Quotes tagged as "alasdair-gray" Showing 1-4 of 4
Alasdair Gray
“Era molto più facile dirigere gli uomini francesi che non gli inglesi. Gli inglesi fingevano di essere onesti e pratici ma sotto sotto erano una razza di eccentrici. Solo i francesi dimostravano buonsenso nelle questioni importanti, non ero forse d'accordo?
«Non saprei, Millie» risposi. «Quali sono le questioni importanti?».
«L'amore e il denaro. Cos'altro c'è?».
«La crudeltà».”
Alasdair Gray, Poor Things

Rodge Glass
“Visitors entering the auditorium will notice a rainbow in the centre of the eastern gable, between two arches. This arcs above a portrait of Gray's Bella Baxter from his novel Poor Things (Gray 1992), here renamed Bella Caledonia, a Scottish heroine depicyed with tartan draped over her arm, holding a thistle. The words 'LET US FLOURISH BY TELLING THE TRUTH' accompany her. But that textual message, adapted from 'Let Glasgow Flourish', the motto on Glasgow's coat of arms, is one of multiple instructions.”
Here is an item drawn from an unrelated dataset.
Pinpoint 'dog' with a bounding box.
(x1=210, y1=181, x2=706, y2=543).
Rodge Glass, Scottish Writing After Devolution: Edges of the New

Elspeth King
“The art of Alasdair Gray is as original and as creative in its conception and execution as his novels, short stories, plays and poems. Sadly, this is a view that is not widely shared, otherwise this piece would be being written by a professional art historian, our galleries would be rich with Gray's works, and his international reputation as a muralist in his native land would be as secure as that of Diego Rivera in Mexico and John Singer Sergeant in the USA.”
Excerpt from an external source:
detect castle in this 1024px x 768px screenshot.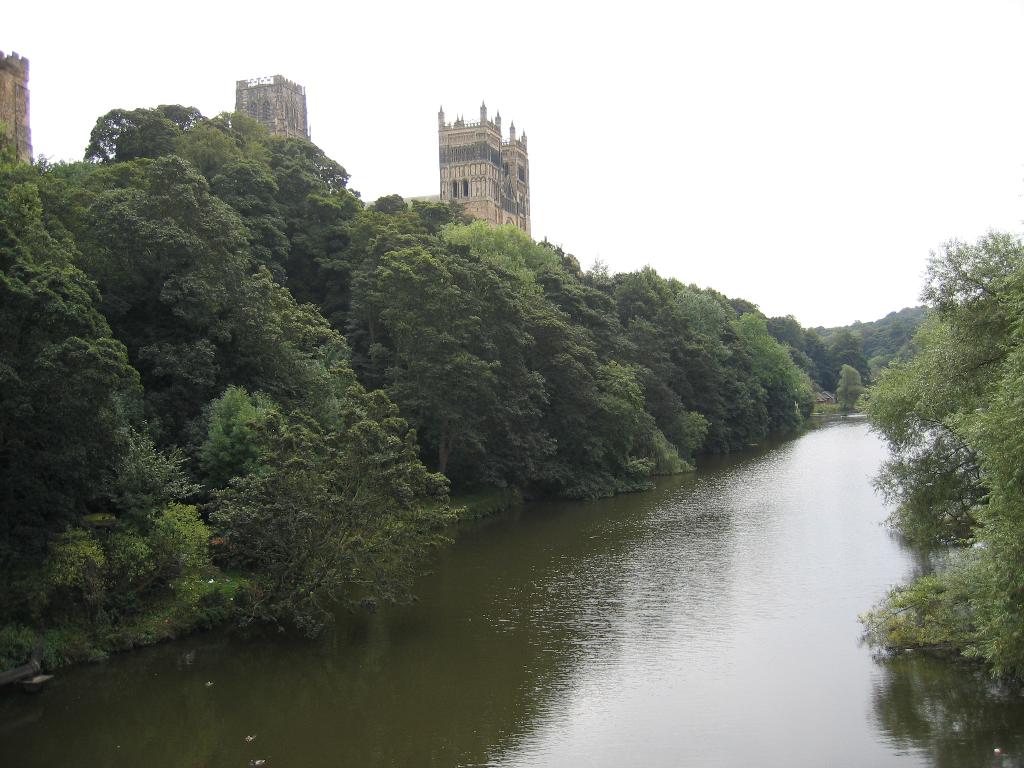
Detection: box=[231, 73, 309, 132].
Elspeth King, Alasdair Gray: Critical Appreciations and a Bibliography

Sorcha Dallas
“My main aim was to recontextualize Gray's visual work, to show it is as unique and autonomous as his literary works and to make a wider public aware of the incredible body of work over 65 years. The key to this would be promoting it through exhibitions and events as well as ordering his visual material and creating an online resource through which to experience it.”